Fortunately, the tide is turning.
The Hedge
Funds vs. Malaria Business Leadership Conference this week at Atlanta’s Emory
University brought together distinguished business, academic, medical, sports
and political leaders to outline new strategies for reducing malaria. Speakers
discussed programs, technologies and private initiatives that could bring
health, hope and prosperity to nations that malaria has kept mired in poverty
and misery.
Nearly
every speaker has endorsed the Kill Malarial Mosquitoes NOW! Declaration.

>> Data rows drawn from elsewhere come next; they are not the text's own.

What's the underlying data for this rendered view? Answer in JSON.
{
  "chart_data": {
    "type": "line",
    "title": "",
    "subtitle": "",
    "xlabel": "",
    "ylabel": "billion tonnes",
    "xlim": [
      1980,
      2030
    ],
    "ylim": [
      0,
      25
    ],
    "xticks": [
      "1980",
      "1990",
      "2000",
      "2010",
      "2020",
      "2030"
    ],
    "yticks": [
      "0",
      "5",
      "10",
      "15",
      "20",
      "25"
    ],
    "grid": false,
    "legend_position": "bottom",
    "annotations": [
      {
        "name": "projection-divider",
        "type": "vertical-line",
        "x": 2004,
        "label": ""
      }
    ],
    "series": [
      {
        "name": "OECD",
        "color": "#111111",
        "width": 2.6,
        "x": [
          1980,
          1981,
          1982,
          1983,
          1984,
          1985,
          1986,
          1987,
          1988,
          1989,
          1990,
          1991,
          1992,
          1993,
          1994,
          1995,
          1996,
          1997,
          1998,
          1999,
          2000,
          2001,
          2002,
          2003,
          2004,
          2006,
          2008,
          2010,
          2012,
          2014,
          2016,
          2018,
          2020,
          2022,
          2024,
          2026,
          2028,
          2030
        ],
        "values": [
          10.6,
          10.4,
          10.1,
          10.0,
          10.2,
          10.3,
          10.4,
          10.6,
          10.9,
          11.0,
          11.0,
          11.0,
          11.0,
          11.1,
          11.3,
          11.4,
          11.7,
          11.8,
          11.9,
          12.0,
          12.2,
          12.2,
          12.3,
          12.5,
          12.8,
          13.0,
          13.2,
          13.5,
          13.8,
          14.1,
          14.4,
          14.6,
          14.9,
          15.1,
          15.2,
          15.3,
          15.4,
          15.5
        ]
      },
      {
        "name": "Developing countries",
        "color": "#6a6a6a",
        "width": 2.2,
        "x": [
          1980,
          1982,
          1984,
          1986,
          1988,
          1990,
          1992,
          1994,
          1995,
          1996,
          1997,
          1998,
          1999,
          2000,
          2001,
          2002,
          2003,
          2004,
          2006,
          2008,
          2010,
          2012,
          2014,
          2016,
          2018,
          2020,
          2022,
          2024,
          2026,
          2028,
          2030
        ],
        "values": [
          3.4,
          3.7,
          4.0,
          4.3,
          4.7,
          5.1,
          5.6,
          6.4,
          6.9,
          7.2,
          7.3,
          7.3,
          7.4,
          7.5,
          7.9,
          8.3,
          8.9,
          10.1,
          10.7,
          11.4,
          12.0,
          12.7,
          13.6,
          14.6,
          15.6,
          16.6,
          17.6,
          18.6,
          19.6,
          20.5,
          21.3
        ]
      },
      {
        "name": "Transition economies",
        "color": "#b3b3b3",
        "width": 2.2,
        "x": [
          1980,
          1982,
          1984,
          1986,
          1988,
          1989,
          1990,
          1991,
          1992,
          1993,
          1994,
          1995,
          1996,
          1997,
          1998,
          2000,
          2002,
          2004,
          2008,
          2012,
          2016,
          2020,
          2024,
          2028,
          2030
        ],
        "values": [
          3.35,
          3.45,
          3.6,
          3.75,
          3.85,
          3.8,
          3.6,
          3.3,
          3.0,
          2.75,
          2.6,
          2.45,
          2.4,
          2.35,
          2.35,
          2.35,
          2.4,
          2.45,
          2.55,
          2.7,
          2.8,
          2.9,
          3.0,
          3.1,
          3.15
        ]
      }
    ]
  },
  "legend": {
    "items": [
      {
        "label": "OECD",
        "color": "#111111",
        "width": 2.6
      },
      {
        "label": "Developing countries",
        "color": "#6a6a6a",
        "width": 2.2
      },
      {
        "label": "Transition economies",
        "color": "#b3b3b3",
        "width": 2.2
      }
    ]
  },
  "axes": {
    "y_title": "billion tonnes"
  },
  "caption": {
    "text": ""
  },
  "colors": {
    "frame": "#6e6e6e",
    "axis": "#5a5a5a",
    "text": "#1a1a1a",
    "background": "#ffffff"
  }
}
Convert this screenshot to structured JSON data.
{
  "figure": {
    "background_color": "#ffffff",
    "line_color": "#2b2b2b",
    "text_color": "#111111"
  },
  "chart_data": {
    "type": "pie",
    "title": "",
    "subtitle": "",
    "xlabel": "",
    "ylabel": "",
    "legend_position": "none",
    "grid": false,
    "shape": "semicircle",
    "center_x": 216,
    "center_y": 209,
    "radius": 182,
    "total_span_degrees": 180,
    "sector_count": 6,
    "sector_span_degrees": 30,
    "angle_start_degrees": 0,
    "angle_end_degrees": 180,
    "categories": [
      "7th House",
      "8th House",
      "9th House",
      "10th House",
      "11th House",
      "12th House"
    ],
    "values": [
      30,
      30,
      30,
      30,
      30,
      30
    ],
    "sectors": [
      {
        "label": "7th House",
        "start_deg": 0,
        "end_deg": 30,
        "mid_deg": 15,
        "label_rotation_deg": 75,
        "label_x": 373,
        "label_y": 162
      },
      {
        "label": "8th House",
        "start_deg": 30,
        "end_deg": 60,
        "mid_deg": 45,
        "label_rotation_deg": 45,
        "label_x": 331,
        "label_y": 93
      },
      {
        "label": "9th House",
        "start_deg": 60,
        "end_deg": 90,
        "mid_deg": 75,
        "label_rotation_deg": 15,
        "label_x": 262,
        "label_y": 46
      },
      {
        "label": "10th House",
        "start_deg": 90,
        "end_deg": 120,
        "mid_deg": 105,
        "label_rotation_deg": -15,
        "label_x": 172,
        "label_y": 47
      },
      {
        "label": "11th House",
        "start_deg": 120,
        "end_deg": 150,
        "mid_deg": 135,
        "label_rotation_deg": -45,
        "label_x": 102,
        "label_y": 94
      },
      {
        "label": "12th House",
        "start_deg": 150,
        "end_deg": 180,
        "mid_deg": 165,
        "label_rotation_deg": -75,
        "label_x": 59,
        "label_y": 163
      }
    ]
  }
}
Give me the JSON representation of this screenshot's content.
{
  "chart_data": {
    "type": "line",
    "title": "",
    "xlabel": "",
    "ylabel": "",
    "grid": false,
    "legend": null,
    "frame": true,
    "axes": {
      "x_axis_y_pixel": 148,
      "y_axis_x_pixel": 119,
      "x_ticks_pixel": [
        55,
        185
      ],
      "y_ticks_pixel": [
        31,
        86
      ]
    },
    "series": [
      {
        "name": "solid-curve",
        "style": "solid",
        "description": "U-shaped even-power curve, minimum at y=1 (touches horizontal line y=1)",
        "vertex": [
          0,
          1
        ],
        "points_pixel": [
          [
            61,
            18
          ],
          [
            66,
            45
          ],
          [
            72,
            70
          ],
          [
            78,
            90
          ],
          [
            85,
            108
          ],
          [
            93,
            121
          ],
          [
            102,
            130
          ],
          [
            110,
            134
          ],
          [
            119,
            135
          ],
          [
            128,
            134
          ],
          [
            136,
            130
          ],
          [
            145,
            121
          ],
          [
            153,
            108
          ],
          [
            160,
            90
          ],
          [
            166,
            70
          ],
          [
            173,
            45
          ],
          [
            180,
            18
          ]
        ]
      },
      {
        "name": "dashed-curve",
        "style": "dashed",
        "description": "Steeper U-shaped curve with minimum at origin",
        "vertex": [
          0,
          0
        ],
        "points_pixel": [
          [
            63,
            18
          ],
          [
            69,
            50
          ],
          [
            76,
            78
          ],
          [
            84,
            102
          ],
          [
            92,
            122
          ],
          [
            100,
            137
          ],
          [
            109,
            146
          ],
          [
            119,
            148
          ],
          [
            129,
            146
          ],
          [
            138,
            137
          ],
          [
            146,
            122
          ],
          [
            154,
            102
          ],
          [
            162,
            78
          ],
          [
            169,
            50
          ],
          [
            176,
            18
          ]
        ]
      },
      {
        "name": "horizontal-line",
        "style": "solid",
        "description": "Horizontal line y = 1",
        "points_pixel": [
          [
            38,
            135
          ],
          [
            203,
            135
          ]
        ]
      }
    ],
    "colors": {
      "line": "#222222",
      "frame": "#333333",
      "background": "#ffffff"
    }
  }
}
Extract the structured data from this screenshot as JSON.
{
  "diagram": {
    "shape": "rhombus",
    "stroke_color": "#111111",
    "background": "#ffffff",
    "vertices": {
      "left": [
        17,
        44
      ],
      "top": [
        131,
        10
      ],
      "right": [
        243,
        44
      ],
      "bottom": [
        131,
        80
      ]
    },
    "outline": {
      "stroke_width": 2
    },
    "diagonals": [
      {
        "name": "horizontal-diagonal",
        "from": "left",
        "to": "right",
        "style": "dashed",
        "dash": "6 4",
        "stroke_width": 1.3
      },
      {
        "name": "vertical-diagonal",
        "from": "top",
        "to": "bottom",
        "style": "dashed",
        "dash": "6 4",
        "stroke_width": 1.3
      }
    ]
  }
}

It demands that US, EU and UN policies permit, encourage and support the
use of DDT, other insecticides and modern drugs. Otherwise millions will
continue to die needlessly.
The Declaration
promotes insecticide use in addition to -- but never instead of -- all the
other weapons we use to combat this serial killer. It presents in detail
the reasons why DDT, other insecticides and new combination drug therapies
are vital to controlling malaria.
The KMMN
campaign has already gained the support of Nobel Peace Laureates Archbishop
Desmond Tutu and Dr. Norman Borlaug, Greenpeace co-founder Dr. Patrick Moore,
Congress of Racial Equality national chairman Roy Innis, and hundreds of
clergy, physicians, infectious disease experts, political leaders and human
rights advocates from all over the world. (See www.FightingMalaria.org
to read and endorse the declaration.) It’s already helped persuade Congress
to enact legislation directing the USAID to revamp its policies -- and the
agency is responding, albeit slowly.
However, all this marks only the beginning.
Winning
the war against trillions of malarial mosquitoes will require every bit of
the innovative can-do spirit that stopped cholera and polio -- the kind that
could one day put malaria on the ash heap of history. It will require eliminating
the obstacles and restrictions erected by radical activists and bureaucrats,
whose devotion to environmental purity is often stronger than their devotion
to human health and life.
Like
Martin Luther King, we have a dream. Of a day when parents and children can
live without fear of being struck down by malaria. Of a day when grandparents
can talk of a time, long ago, when there was a disease called malaria.
Many
of us have witnessed that change right here in the United States. There is
no reason it can’t happen in Africa, Asia and Latin America.
It will
require a willingness to accept the reality of the huge task before us, and
take whatever steps are necessary to stop malaria’s global reign of terror.
But it can be done.
And there is no better time to begin than now, on international Human Rights Day.
Niger Innis is national spokesman for the Congress of Racial Equality. Paul
Driessen is senior policy advisor for the Congress of Racial Equality, Committee
For A Constructive Tomorrow and Center for the Defense of Free Enterprise,
and author of Eco-Imperialism: Green Power, Black Death.